This article is from exactly 100 years ago today, published in the Hartford Courant on August 22, 1910. The Middletown Jewels played in The Connecticut Association, which was a Class D minor league, four steps below the Majors. I believe that the Trolley League refers to an amateur or semi-pro league of teams that competed in the area. Other box scores from 1910 mention teams at the Hospital for the Insane, and teams sponsored by individual manufacturers, all playing in the "Trolley League". The Connecticut Association had three other teams besides Middletown, the New London Whalers, the Norwich/Meriden Bonbons/Doublins, and the Willimantic Colts. The formal relationships between major league teams and minor league teams had not been established in 1910, so Middletown was not specifically associated with any particular major league team.

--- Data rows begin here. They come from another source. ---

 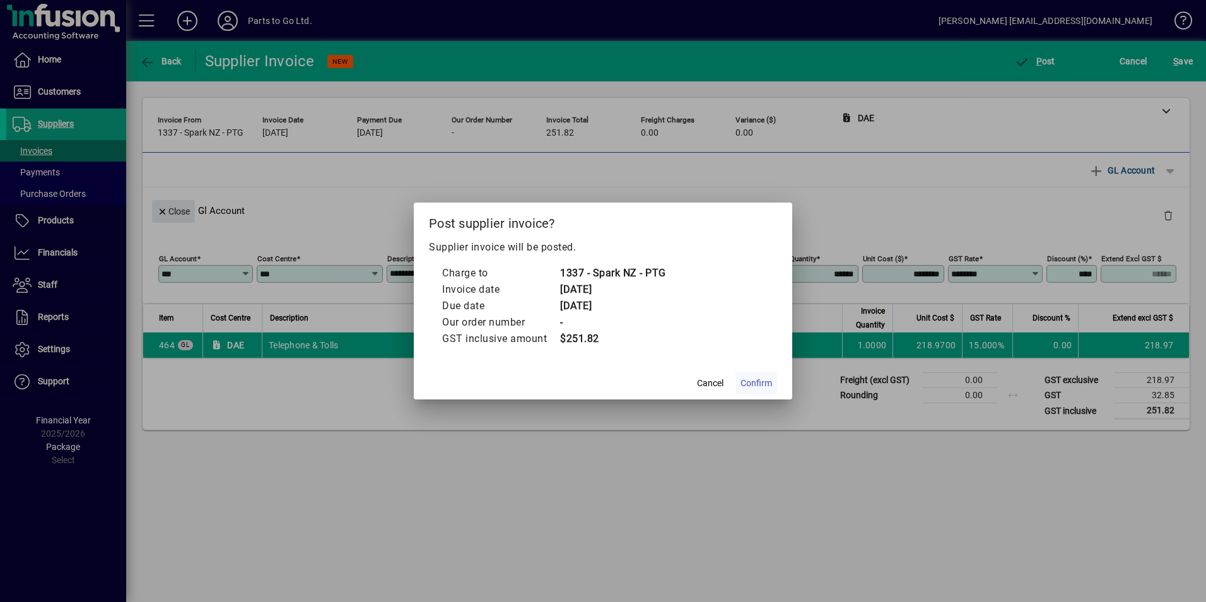 What do you see at coordinates (500, 290) in the screenshot?
I see `td: Invoice date` at bounding box center [500, 290].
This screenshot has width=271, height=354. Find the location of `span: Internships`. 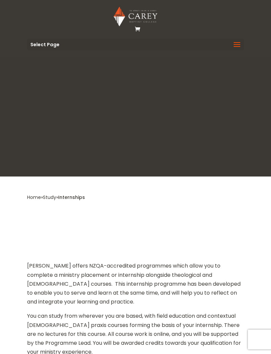

span: Internships is located at coordinates (71, 198).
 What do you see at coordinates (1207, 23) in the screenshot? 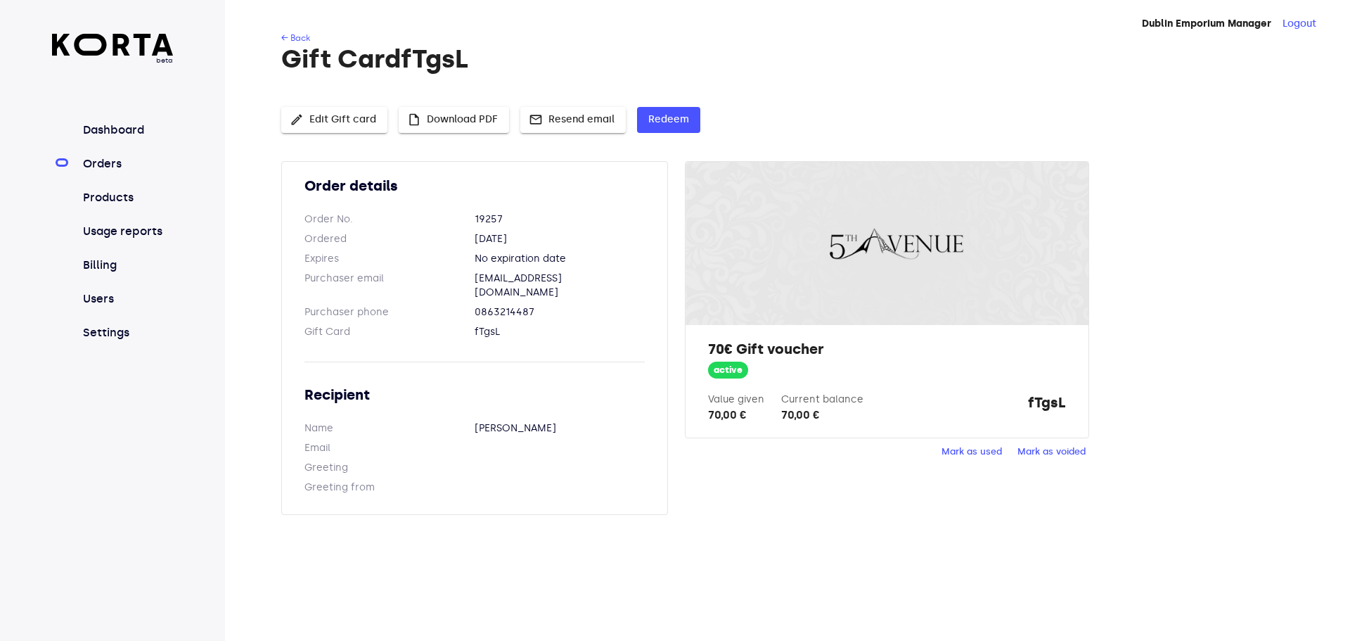
I see `strong: Dublin Emporium Manager` at bounding box center [1207, 23].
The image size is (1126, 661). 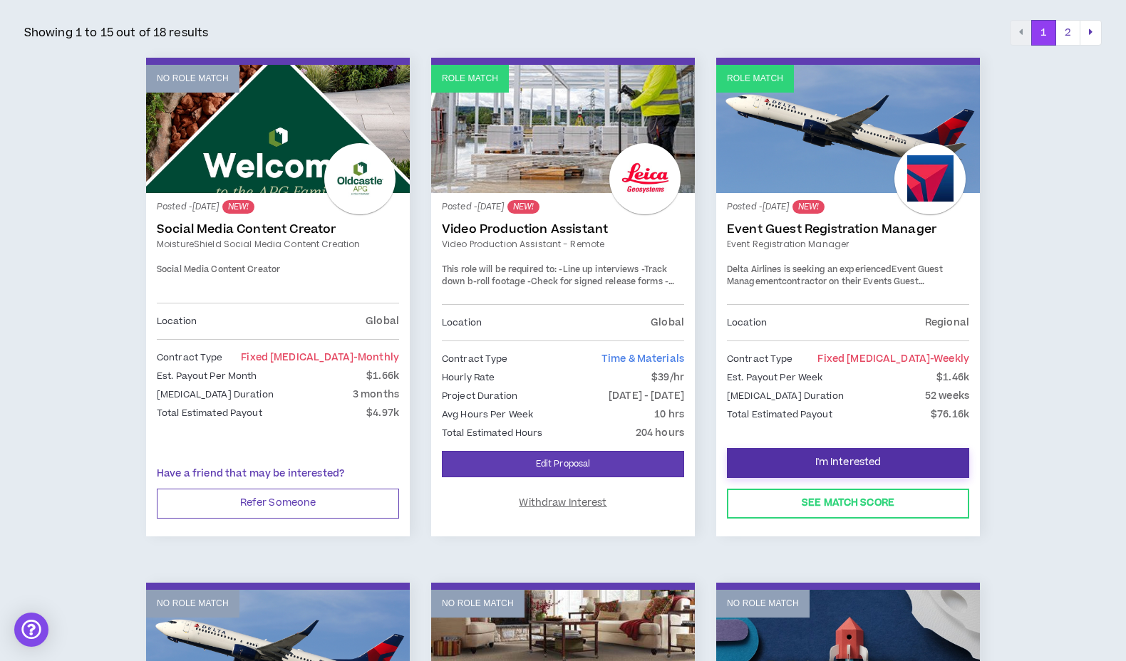 I want to click on span: This role will be required to:, so click(x=499, y=269).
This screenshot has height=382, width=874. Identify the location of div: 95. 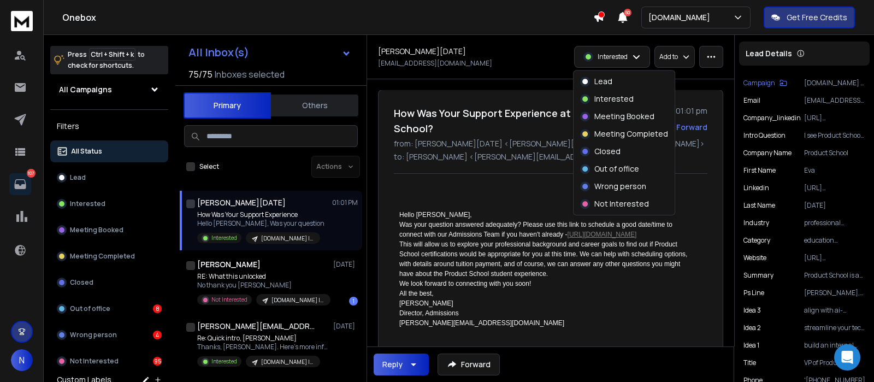
(157, 361).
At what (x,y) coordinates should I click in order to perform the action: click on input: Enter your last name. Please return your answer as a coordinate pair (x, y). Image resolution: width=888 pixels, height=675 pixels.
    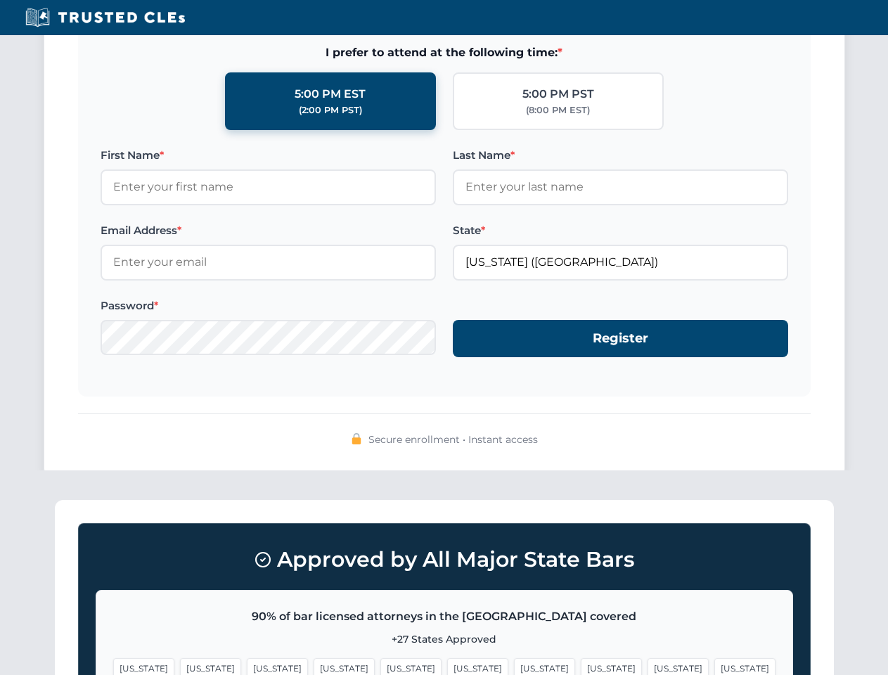
    Looking at the image, I should click on (620, 187).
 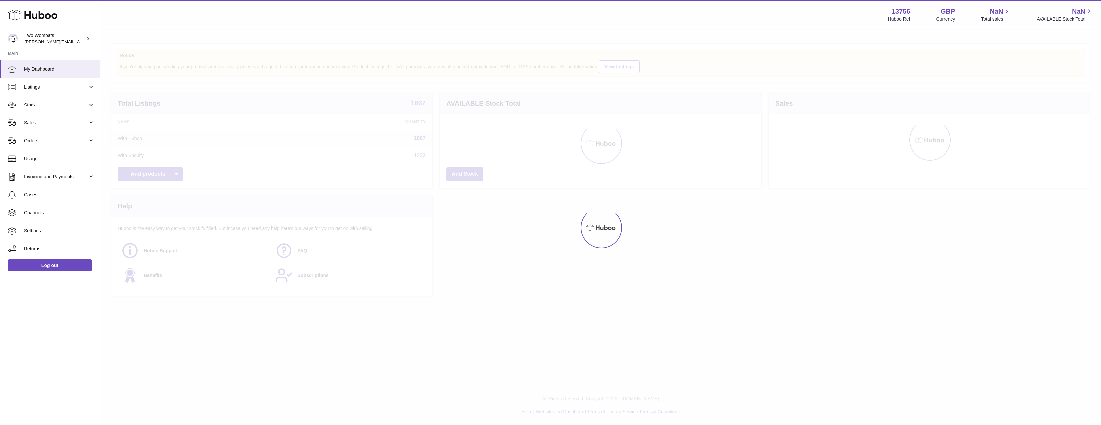 I want to click on span: Listings, so click(x=56, y=87).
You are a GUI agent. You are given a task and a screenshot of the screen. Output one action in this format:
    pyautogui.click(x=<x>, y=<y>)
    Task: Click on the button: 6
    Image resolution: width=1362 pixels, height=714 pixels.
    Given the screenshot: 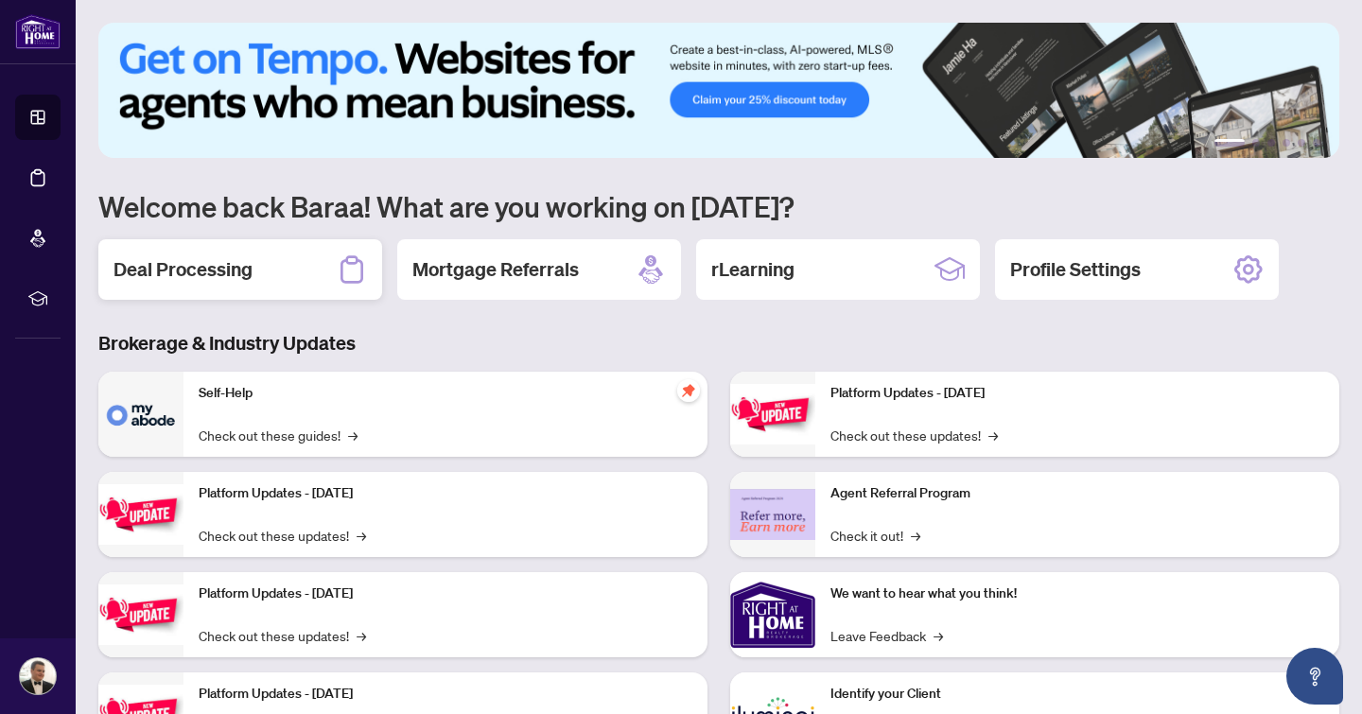 What is the action you would take?
    pyautogui.click(x=1317, y=143)
    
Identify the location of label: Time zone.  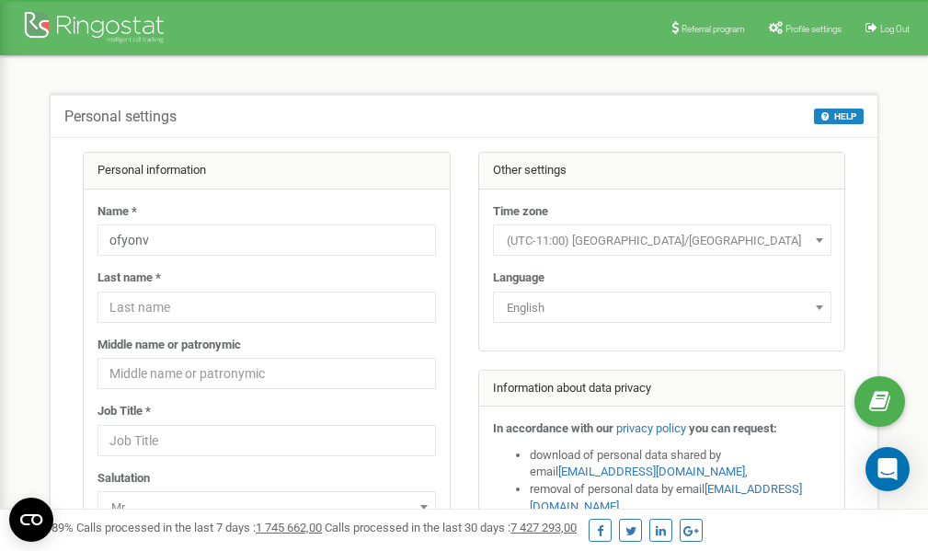
(520, 211).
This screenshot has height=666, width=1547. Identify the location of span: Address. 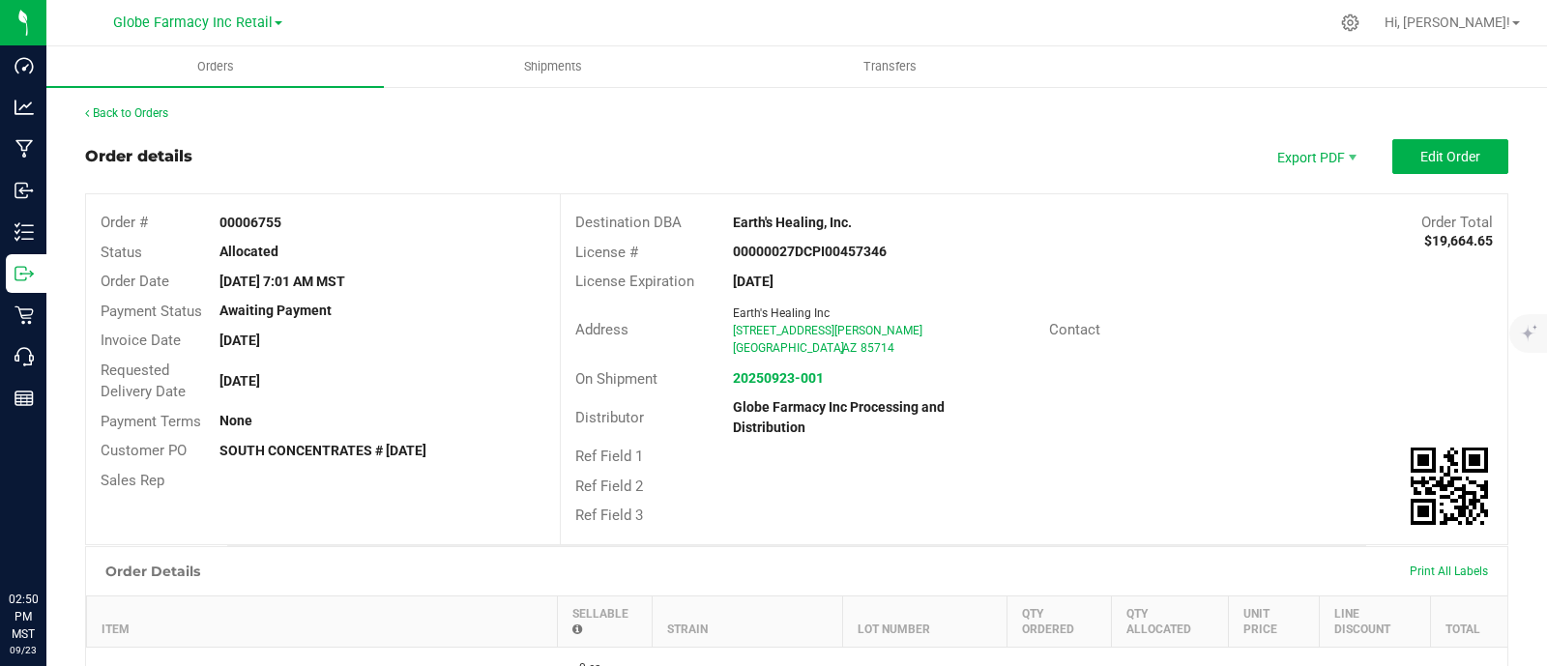
(601, 330).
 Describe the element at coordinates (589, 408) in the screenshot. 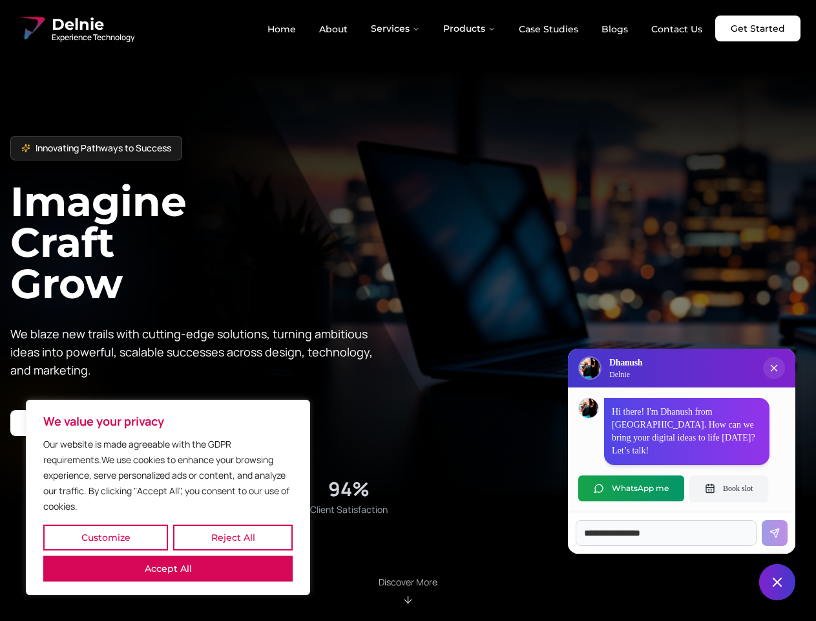

I see `img: Dhanush` at that location.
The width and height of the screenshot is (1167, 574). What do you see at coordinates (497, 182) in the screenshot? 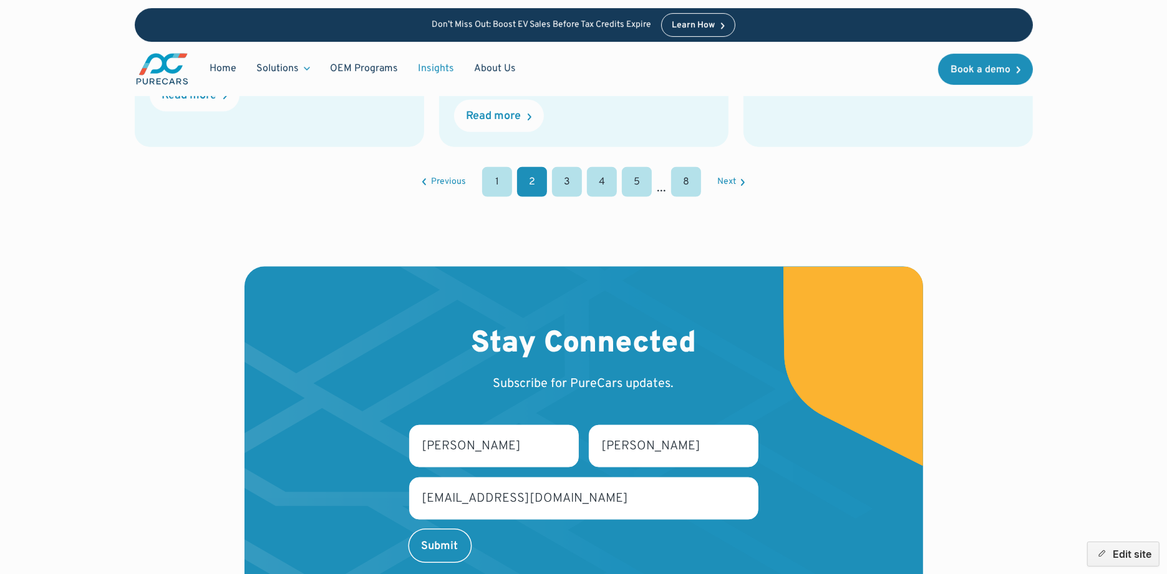
I see `a: 1` at bounding box center [497, 182].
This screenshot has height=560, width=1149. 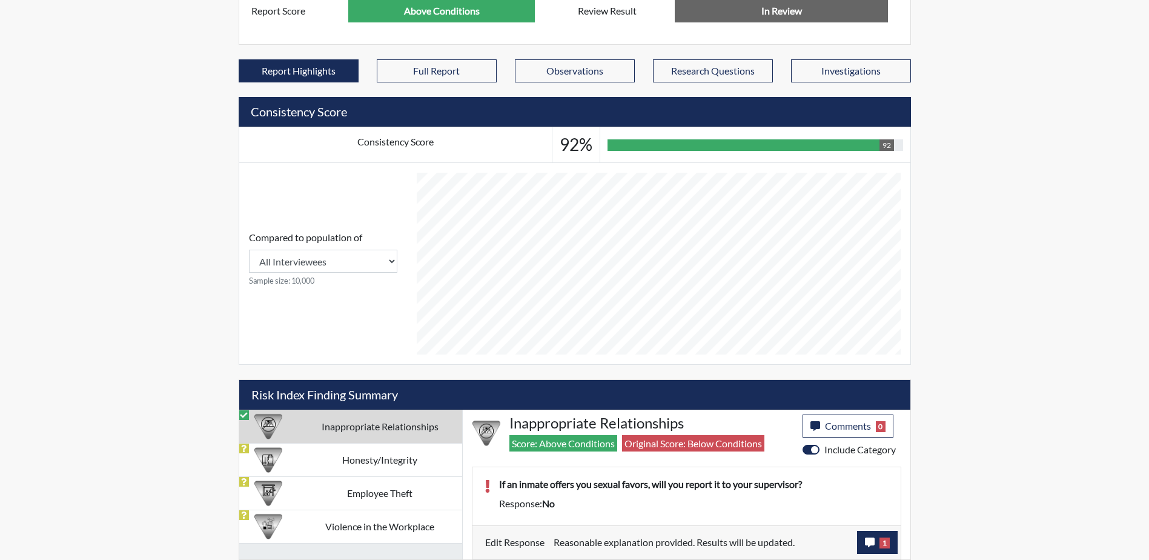 I want to click on span: Original Score: Below Conditions, so click(x=693, y=443).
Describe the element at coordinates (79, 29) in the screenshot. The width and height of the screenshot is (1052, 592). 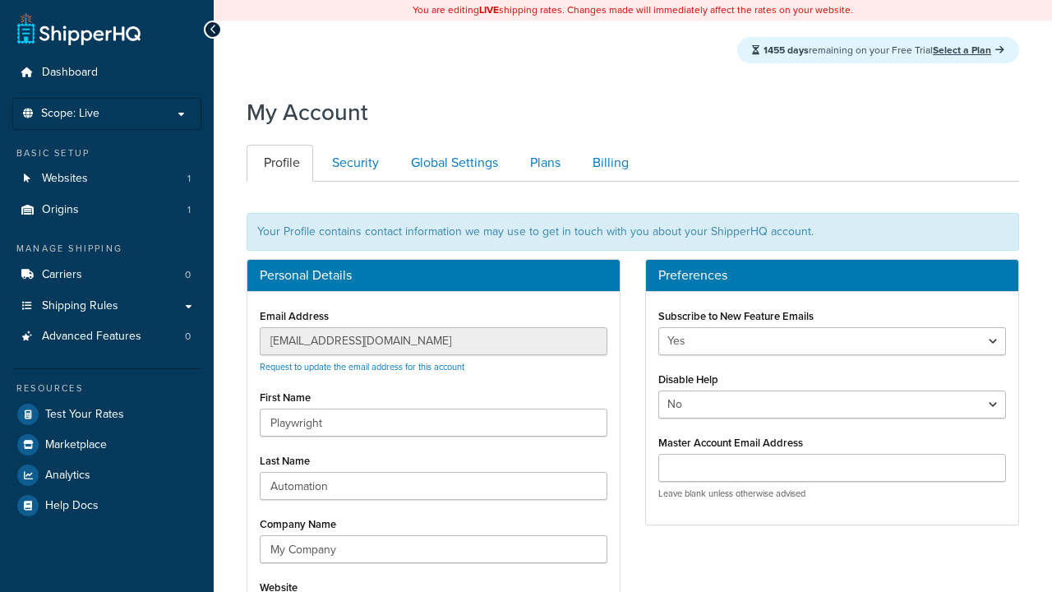
I see `a: ShipperHQ Home` at that location.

A few decades earlier, in 1872, Middletown fielded a bona fide Major League team, the Middletown Mansfields. The Mansfields played in the National Association, playing against teams such as the Boston Red Stockings, the New York Mutuals, the Philadelphia Athletics, the Hartford Dark Blues, the New Haven Elm Citys, the Brooklyn Atlantics, and the Troy Haymakers. Unable to compete with teams from big cities, the Mansfields only played one season.
Unfortunately, the Middletown Jewels also only competed in one season, 1910. Thus, at the end of this year's baseball season, it will have been a full century since professional baseball was played in our city.